Wednesday, December 9, 2009
David's Lamentation
My Paper
Indeed, if woman had no existence save in the fiction written by men, one would imagine her a person of the utmost importance; very various; heroic and mean; splendid and sordid; infinitely beautiful and hideous in the extreme; as great as a man, some think even greater.
-Virginia Woolf
Throughout some of the great novels in history the roles of women play an important part. Whether it is the role of heroine or culprit, women are seen as a key player in most works. This statement does not change for one of the most well known texts of human history. The Bible is filled with stories about women; they are deceivers, lovers, or a mere vessel in which to carry on a seed. Because the Bible is such an old text, one wonders whether it is because of these stories that women possess some of the archetypes seen in literature. In The Slave by Isaac Singer, a novel that parallels the Bible almost eerily, one can see the connections and influences that the Bible has had on literature and women’s roles throughout it over the years.
There are some misconceptions about the roles women play in the Bible. As David Plotz writes, “The women in the Bible have so far been either invisible, foolish, or vindictive” (Good Book 20). Plotz certainly has a point, when one reads the book at face value, however what he fails to realize is that because of these vindictive or foolish acts, there is a greater outcome.
The Bible has created an abundance of different archetypes for women. The major ones consist of Eve, the seducer and Virgin Mary, the mother, nurturer. In The Slave Wanda is portrayed as both. “He had resisted temptation for years, then suddenly fallen” (Slave 85). The language Singer uses parallels the language used in The Bible to describe the fall of man, which was caused by Eve and temptation. Throughout The Slave, Wanda is an Eve character because she continually tempts Jacob to break his religious piousness, but the distinction between Wanda and Eve, is that, unlike Adam, Jacob truly wants to be with her. He tries to validate being away from her for God, but in the end it is only the distance between them that separates his love for her. “She was a daughter of Esau who had lured him into adultery, a woman whose desire to accept his faith came with impure motives. In addition she was there, he here.” It is clear that Jacob loves Wanda because if they were closer they would be together and he eventually closes that spatial gap. Wanda is not the only woman who tempts men in The Slave. There is a constant incidence of rape occurring in The Slave. Women appear to be merely sexual objects for the men. However it is not only in The Slave that rape happens. There are also places in the Bible in which rape occurs. Once people read the text of the Bible thoroughly, it becomes clear that there are allusions made to it that people would never have originally thought.
Another similarity between the Bible and The Slave is that in the majority of biblical stories and books, women are the turning point in the story. Tamar deceives Judah in order to carry on the seed of her first husband, which in turns leads to the birth of Jesus; Abraham deceives the Pharaoh with the help of Sarah and Sarah is greatly admired by God therefore he grants her the ability to have “offspring as numerous as the stars of heaven and as the sand that is on the seashore” (Gen 22:17). Wanda also has this kind of immense impact on Jacob’s life. She plays a deceitful role when she pretends to be mute in order to mask her gentile identity. But more than that, throughout this novel, she continues to control the out come of Jacob’s decisions, and she makes him fall in love with her. The love of two people is worth more than gender and religion. Wanda has that power over Jacob. These acts of deceit are the same acts that Plotz over-looks in his analysis of women in the Bible.
It is interesting to note that although women are key players in the texts, some of the best characters have no names. A charity worker in The Slave is described with “kindness, gentleness, [and as having] a candor in her eyes” (Slave 120). She is one of the few women that are described in a good light in this novel, however she has no name. The same happens in The Bible. Lot’s daughters want only to help their father by making sure his blood line continues with the birth of a son, they play a major role in the text and they are good people, however, the readers only know them as ‘Lot’s daughters,’ no more. It appears as if the Bible wants to continually place a faVad of a patriarchal society, yet the women are central figures. By not giving the female characters names, it places them below the other characters, in turn implying that women are not as important as men. This seems to contradict the actual text however because of the obvious importance those women have in the stories.
It is clear that the Bible has influenced women’s literary roles immensely. By having the understanding of this influence, one can draw connections between thousands of texts over the ages.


Required work » Tally the lines in the data below in which the word "elements" occurs, then give only the total.

Excerpts from a figure dataset »

Content starts

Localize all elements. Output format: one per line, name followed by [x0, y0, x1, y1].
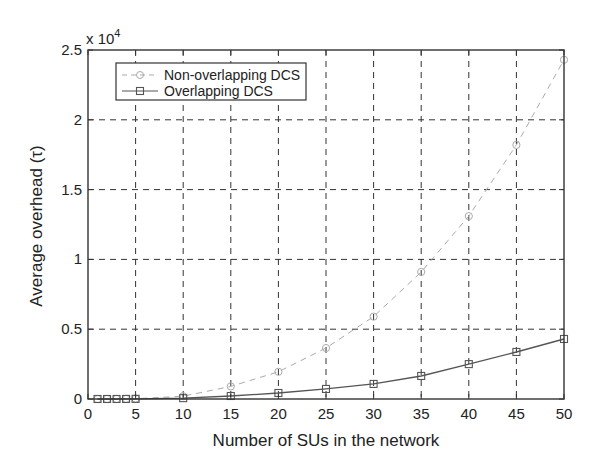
y-tick-label: 2.5: [61, 41, 82, 58]
x-tick-label: 0: [84, 405, 92, 422]
x-tick-label: 50: [556, 405, 573, 422]
x-tick-label: 45: [508, 405, 525, 422]
x-tick-label: 5: [131, 405, 139, 422]
y-multiplier-base: x 10: [86, 30, 114, 47]
x-tick-label: 35: [413, 405, 430, 422]
x-tick-label: 10: [175, 405, 192, 422]
y-multiplier-exponent: 4: [114, 27, 120, 39]
y-tick-label: 1: [74, 250, 82, 267]
y-tick-label: 2: [74, 111, 82, 128]
x-tick-label: 25: [318, 405, 335, 422]
x-tick-label: 20: [270, 405, 287, 422]
x-tick-label: 15: [222, 405, 239, 422]
legend: Non-overlapping DCS Overlapping DCS: [116, 63, 306, 100]
y-tick-label: 0.5: [61, 320, 82, 337]
x-tick-labels: 05101520253035404550: [84, 405, 573, 422]
y-axis-title: Average overhead (τ): [27, 145, 46, 306]
y-tick-label: 1.5: [61, 181, 82, 198]
chart: 05101520253035404550 00.511.522.5 x 104 …: [0, 0, 602, 475]
legend-label: Overlapping DCS: [164, 83, 273, 99]
plot-background: [88, 50, 564, 399]
y-tick-label: 0: [74, 390, 82, 407]
x-tick-label: 30: [365, 405, 382, 422]
x-tick-label: 40: [460, 405, 477, 422]
legend-label: Non-overlapping DCS: [164, 67, 300, 83]
y-tick-labels: 00.511.522.5: [61, 41, 82, 407]
y-multiplier: x 104: [86, 27, 120, 47]
x-axis-title: Number of SUs in the network: [213, 431, 440, 450]
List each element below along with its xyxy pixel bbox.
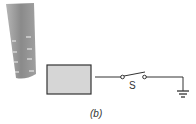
conductor-box	[47, 65, 91, 94]
switch-lever	[124, 72, 145, 76]
circuit-diagram	[0, 0, 196, 124]
switch-contact-left	[121, 75, 125, 79]
wire	[95, 72, 183, 91]
switch-label: S	[129, 80, 136, 91]
ground-icon	[177, 91, 189, 97]
figure-caption: (b)	[90, 108, 102, 119]
switch-contact-right	[143, 75, 147, 79]
charged-rod	[6, 3, 36, 79]
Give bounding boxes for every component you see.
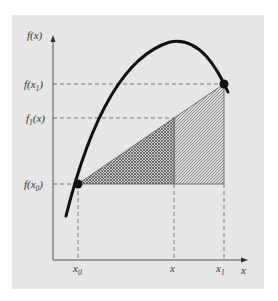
x-tick-x: x: [169, 262, 175, 274]
point-x0: [74, 180, 83, 189]
point-x1: [220, 80, 229, 89]
y-axis-label: f(x): [27, 29, 43, 42]
x-axis-label: x: [240, 264, 246, 276]
interpolation-diagram: f(x) f(x1) f1(x) f(x0) x0 x x1 x: [0, 0, 278, 301]
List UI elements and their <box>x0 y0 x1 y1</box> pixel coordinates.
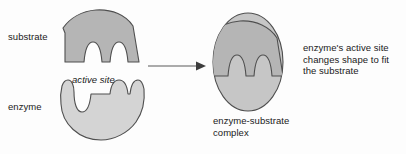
substrate-shape <box>63 10 139 62</box>
enzyme-shape <box>61 80 145 140</box>
label-enzyme-substrate-complex: enzyme-substrate complex <box>213 115 289 138</box>
process-arrow <box>148 62 206 71</box>
label-active-site: active site <box>72 74 115 86</box>
label-substrate: substrate <box>8 31 48 43</box>
enzyme-diagram: substrate enzyme active site enzyme-subs… <box>0 0 406 154</box>
enzyme-substrate-complex <box>207 13 283 111</box>
label-enzyme: enzyme <box>8 101 42 113</box>
diagram-artwork <box>0 0 406 154</box>
label-induced-fit-description: enzyme's active site changes shape to fi… <box>303 42 389 77</box>
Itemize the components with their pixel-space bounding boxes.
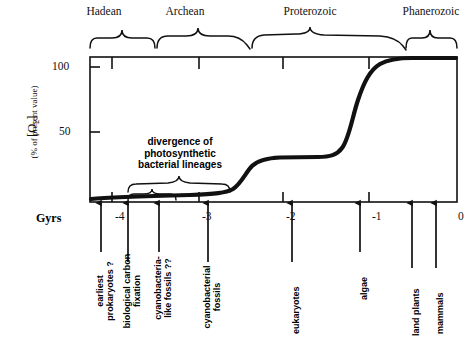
event-label-2-line2: like fossils ?? [163,246,173,330]
event-label-algae: algae [359,254,369,300]
event-label-0-line2: prokaryotes ? [105,252,115,330]
oxygen-history-figure: Hadean Archean Proterozoic Phanerozoic [0,0,473,345]
event-label-cyanobacterial-fossils: cyanobacterial fossils [202,254,222,340]
event-arrows [0,0,473,345]
event-label-6-line1: land plants [411,270,421,336]
event-label-mammals: mammals [435,270,445,334]
event-label-3-line2: fossils [212,254,222,340]
event-label-land-plants: land plants [411,270,421,336]
event-label-biological-carbon-fixation: biological carbon fixation [122,242,142,340]
event-label-2-line1: cyanobacteria- [153,246,163,330]
event-label-earliest-prokaryotes: earliest prokaryotes ? [95,252,115,330]
event-label-0-line1: earliest [95,252,105,330]
event-label-1-line2: fixation [132,242,142,340]
event-label-4-line1: eukaryotes [291,268,301,334]
event-label-7-line1: mammals [435,270,445,334]
event-label-cyanobacteria-like-fossils: cyanobacteria- like fossils ?? [153,246,173,330]
event-label-3-line1: cyanobacterial [202,254,212,340]
event-label-5-line1: algae [359,254,369,300]
event-label-1-line1: biological carbon [122,242,132,340]
event-label-eukaryotes: eukaryotes [291,268,301,334]
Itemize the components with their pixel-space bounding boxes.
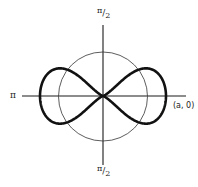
label-pi-over-2-top: π/2	[97, 9, 110, 18]
label-a-zero: (a, 0)	[173, 102, 194, 110]
label-pi-over-2-bottom: π/2	[97, 167, 110, 176]
label-top-denominator: 2	[105, 11, 110, 20]
label-bottom-numerator: π	[97, 164, 102, 173]
label-top-numerator: π	[97, 6, 102, 15]
label-bottom-denominator: 2	[105, 169, 110, 178]
label-pi: π	[10, 91, 16, 100]
polar-diagram	[0, 0, 198, 187]
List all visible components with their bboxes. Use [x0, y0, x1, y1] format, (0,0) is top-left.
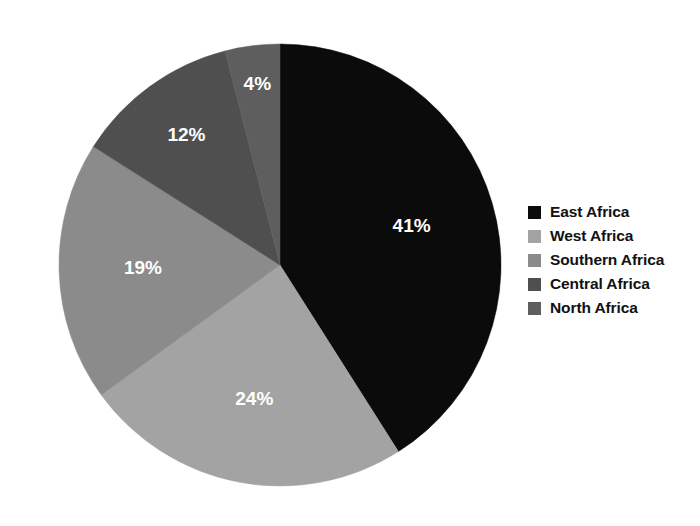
pie-chart-figure: 41%24%19%12%4% East Africa West Africa S… — [0, 0, 700, 526]
legend-swatch-central-africa — [528, 278, 541, 291]
pie-slice-value-southern-africa: 19% — [124, 257, 162, 278]
legend-item-west-africa[interactable]: West Africa — [528, 224, 696, 248]
legend-swatch-east-africa — [528, 206, 541, 219]
legend-label-southern-africa: Southern Africa — [550, 251, 664, 269]
pie-slice-value-east-africa: 41% — [393, 215, 431, 236]
legend-swatch-southern-africa — [528, 254, 541, 267]
pie-slice-value-west-africa: 24% — [235, 388, 273, 409]
legend-item-southern-africa[interactable]: Southern Africa — [528, 248, 696, 272]
legend-item-north-africa[interactable]: North Africa — [528, 296, 696, 320]
pie-slice-value-north-africa: 4% — [244, 73, 272, 94]
legend-swatch-west-africa — [528, 230, 541, 243]
legend-label-west-africa: West Africa — [550, 227, 633, 245]
legend-label-north-africa: North Africa — [550, 299, 638, 317]
legend-item-east-africa[interactable]: East Africa — [528, 200, 696, 224]
pie-slice-value-central-africa: 12% — [167, 124, 205, 145]
legend-item-central-africa[interactable]: Central Africa — [528, 272, 696, 296]
legend-swatch-north-africa — [528, 302, 541, 315]
legend-label-central-africa: Central Africa — [550, 275, 650, 293]
legend-label-east-africa: East Africa — [550, 203, 629, 221]
chart-legend: East Africa West Africa Southern Africa … — [528, 200, 696, 320]
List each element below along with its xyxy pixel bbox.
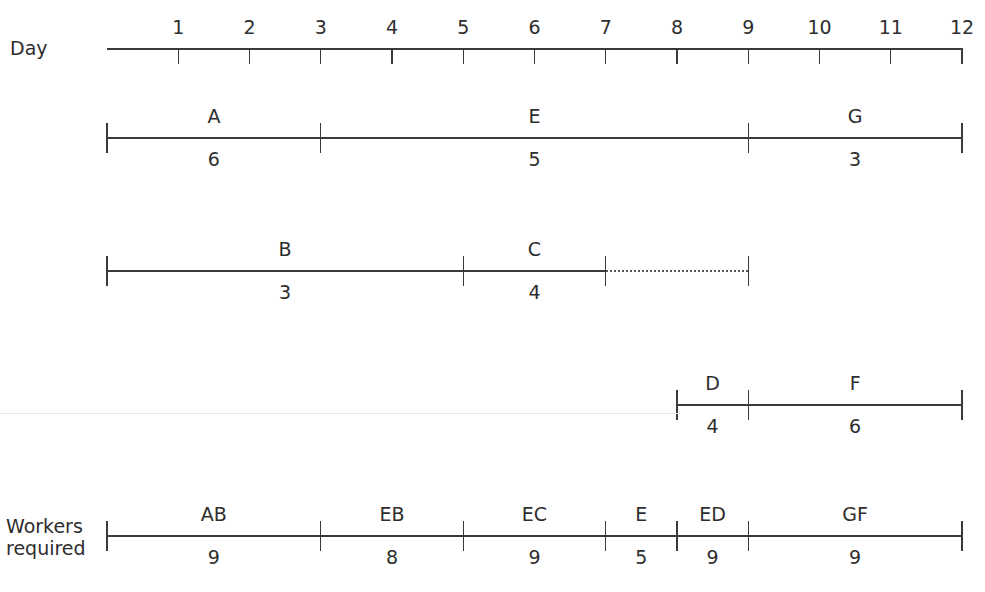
axis-tick [819,48,820,64]
boundary-tick [106,123,107,153]
axis-tick [534,48,535,64]
workers-segment-bar [321,535,464,537]
activity-name: B [279,240,292,259]
boundary-tick [748,521,749,551]
activity-name: G [848,107,863,126]
boundary-tick [961,521,962,551]
activity-name: E [528,107,540,126]
workers-segment-bar [748,535,962,537]
activity-name: F [850,374,861,393]
activity-name: D [705,374,720,393]
day-axis-label: Day [10,38,48,60]
activity-bar [321,137,749,139]
boundary-tick [961,123,962,153]
workers-segment-name: EC [522,505,547,524]
activity-bar [107,270,463,272]
activity-bar [677,404,748,406]
workers-segment-value: 5 [635,548,647,567]
axis-tick-label: 11 [879,18,903,37]
axis-tick-label: 4 [386,18,398,37]
workers-segment-bar [606,535,677,537]
activity-name: A [207,107,220,126]
axis-tick-label: 12 [950,18,974,37]
workers-segment-value: 9 [849,548,861,567]
workers-segment-value: 8 [386,548,398,567]
axis-tick-label: 9 [742,18,754,37]
activity-bar [748,404,962,406]
boundary-tick [748,390,749,420]
boundary-tick [605,256,606,286]
axis-tick [391,48,392,64]
axis-tick [961,48,962,64]
boundary-tick [463,521,464,551]
workers-segment-value: 9 [707,548,719,567]
workers-label-line2: required [6,538,86,560]
boundary-tick [748,256,749,286]
activity-value: 4 [707,417,719,436]
activity-bar [748,137,962,139]
axis-tick-label: 5 [457,18,469,37]
boundary-tick [320,123,321,153]
boundary-tick [961,390,962,420]
boundary-tick [605,521,606,551]
workers-label-line1: Workers [6,516,86,538]
activity-value: 6 [208,150,220,169]
axis-tick [605,48,606,64]
workers-segment-bar [677,535,748,537]
workers-segment-name: E [635,505,647,524]
activity-schedule-diagram: Day 123456789101112 A6E5G3 B3C4 D4F6 Wor… [0,0,985,592]
axis-tick-label: 7 [600,18,612,37]
workers-segment-name: ED [699,505,726,524]
axis-tick-label: 6 [528,18,540,37]
axis-tick [178,48,179,64]
activity-value: 3 [279,283,291,302]
axis-tick-label: 2 [243,18,255,37]
axis-tick [676,48,677,64]
activity-value: 5 [528,150,540,169]
activity-name: C [528,240,541,259]
scan-artifact-line [0,413,680,414]
boundary-tick [106,521,107,551]
axis-tick-label: 8 [671,18,683,37]
activity-value: 6 [849,417,861,436]
axis-tick [463,48,464,64]
workers-segment-bar [107,535,321,537]
activity-value: 3 [849,150,861,169]
workers-segment-value: 9 [208,548,220,567]
workers-label: Workers required [6,516,86,560]
boundary-tick [748,123,749,153]
axis-tick-label: 3 [315,18,327,37]
workers-segment-bar [463,535,606,537]
axis-tick-label: 1 [172,18,184,37]
float-dotted-line [606,270,749,272]
workers-segment-name: AB [201,505,227,524]
axis-tick [320,48,321,64]
axis-tick-label: 10 [807,18,831,37]
boundary-tick [676,390,677,420]
workers-segment-name: GF [842,505,868,524]
boundary-tick [463,256,464,286]
workers-segment-value: 9 [528,548,540,567]
activity-bar [107,137,321,139]
boundary-tick [106,256,107,286]
workers-segment-name: EB [379,505,404,524]
activity-bar [463,270,606,272]
axis-tick [249,48,250,64]
activity-value: 4 [528,283,540,302]
boundary-tick [676,521,677,551]
axis-tick [748,48,749,64]
boundary-tick [320,521,321,551]
axis-tick [890,48,891,64]
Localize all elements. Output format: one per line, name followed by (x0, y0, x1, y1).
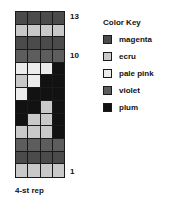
chart-cell-ecru[interactable] (41, 164, 53, 177)
chart-row (16, 88, 64, 101)
chart-cell-magenta[interactable] (16, 152, 28, 165)
chart-row (16, 126, 64, 139)
chart-cell-ecru[interactable] (28, 164, 40, 177)
chart-cell-ecru[interactable] (41, 101, 53, 114)
chart-cell-plum[interactable] (53, 114, 64, 127)
legend-item[interactable]: magenta (103, 34, 169, 45)
chart-cell-magenta[interactable] (28, 152, 40, 165)
chart-cell-ecru[interactable] (41, 114, 53, 127)
legend-swatch-plum (103, 103, 112, 112)
row-number-label: 10 (70, 51, 79, 60)
chart-row (16, 75, 64, 88)
chart-cell-pale-pink[interactable] (28, 63, 40, 76)
chart-cell-violet[interactable] (41, 50, 53, 63)
chart-cell-ecru[interactable] (16, 25, 28, 38)
chart-cell-pale-pink[interactable] (41, 63, 53, 76)
chart-cell-plum[interactable] (16, 114, 28, 127)
chart-cell-plum[interactable] (53, 63, 64, 76)
legend-item[interactable]: plum (103, 102, 169, 113)
chart-cell-magenta[interactable] (53, 12, 64, 25)
row-number-label: 13 (70, 12, 79, 21)
chart-row (16, 139, 64, 152)
legend-item[interactable]: violet (103, 85, 169, 96)
chart-row (16, 37, 64, 50)
chart-row (16, 50, 64, 63)
chart-cell-magenta[interactable] (41, 152, 53, 165)
chart-cell-magenta[interactable] (53, 37, 64, 50)
chart-cell-pale-pink[interactable] (16, 63, 28, 76)
legend-label: violet (119, 86, 140, 95)
chart-cell-violet[interactable] (28, 50, 40, 63)
chart-row (16, 63, 64, 76)
chart-cell-plum[interactable] (28, 101, 40, 114)
chart-cell-ecru[interactable] (28, 126, 40, 139)
chart-row (16, 164, 64, 177)
legend-swatch-pale-pink (103, 69, 112, 78)
chart-cell-violet[interactable] (28, 139, 40, 152)
chart-cell-magenta[interactable] (53, 152, 64, 165)
chart-cell-ecru[interactable] (16, 126, 28, 139)
row-number-label: 1 (70, 167, 74, 176)
chart-cell-ecru[interactable] (16, 164, 28, 177)
chart-cell-ecru[interactable] (28, 114, 40, 127)
legend-swatch-violet (103, 86, 112, 95)
chart-row (16, 25, 64, 38)
chart-cell-ecru[interactable] (41, 25, 53, 38)
legend-swatch-ecru (103, 52, 112, 61)
chart-cell-magenta[interactable] (41, 12, 53, 25)
chart-cell-ecru[interactable] (28, 25, 40, 38)
chart-cell-plum[interactable] (53, 88, 64, 101)
chart-cell-plum[interactable] (53, 75, 64, 88)
chart-caption: 4-st rep (15, 186, 44, 195)
chart-cell-magenta[interactable] (41, 37, 53, 50)
chart-cell-plum[interactable] (41, 75, 53, 88)
chart-cell-plum[interactable] (41, 88, 53, 101)
chart-cell-violet[interactable] (16, 139, 28, 152)
chart-row (16, 114, 64, 127)
chart-cell-plum[interactable] (16, 101, 28, 114)
legend-label: pale pink (119, 69, 154, 78)
knitting-chart-figure: 13101 4-st rep Color Key magentaecrupale… (0, 0, 170, 210)
chart-cell-magenta[interactable] (16, 12, 28, 25)
chart-cell-pale-pink[interactable] (28, 75, 40, 88)
color-key-legend: Color Key magentaecrupale pinkvioletplum (103, 18, 169, 119)
chart-cell-magenta[interactable] (28, 37, 40, 50)
chart-row (16, 152, 64, 165)
legend-label: plum (119, 103, 138, 112)
chart-cell-violet[interactable] (41, 139, 53, 152)
chart-cell-ecru[interactable] (16, 75, 28, 88)
chart-cell-plum[interactable] (53, 126, 64, 139)
chart-row (16, 101, 64, 114)
legend-item[interactable]: ecru (103, 51, 169, 62)
chart-cell-pale-pink[interactable] (16, 88, 28, 101)
chart-cell-magenta[interactable] (28, 12, 40, 25)
chart-cell-violet[interactable] (16, 50, 28, 63)
chart-cell-plum[interactable] (28, 88, 40, 101)
legend-label: ecru (119, 52, 136, 61)
colorwork-chart-grid[interactable] (15, 11, 65, 178)
chart-cell-ecru[interactable] (41, 126, 53, 139)
legend-swatch-magenta (103, 35, 112, 44)
chart-cell-plum[interactable] (53, 101, 64, 114)
chart-cell-violet[interactable] (53, 139, 64, 152)
chart-cell-ecru[interactable] (53, 164, 64, 177)
chart-cell-violet[interactable] (53, 50, 64, 63)
chart-row (16, 12, 64, 25)
chart-cell-magenta[interactable] (16, 37, 28, 50)
legend-item[interactable]: pale pink (103, 68, 169, 79)
legend-title: Color Key (103, 18, 169, 27)
legend-label: magenta (119, 35, 152, 44)
legend-item-list: magentaecrupale pinkvioletplum (103, 34, 169, 113)
chart-cell-ecru[interactable] (53, 25, 64, 38)
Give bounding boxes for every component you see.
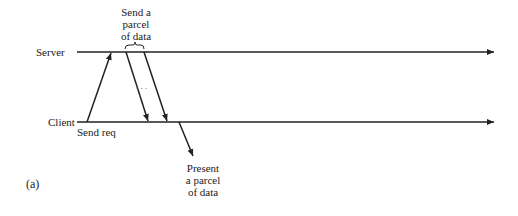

Content ends

Response area » 3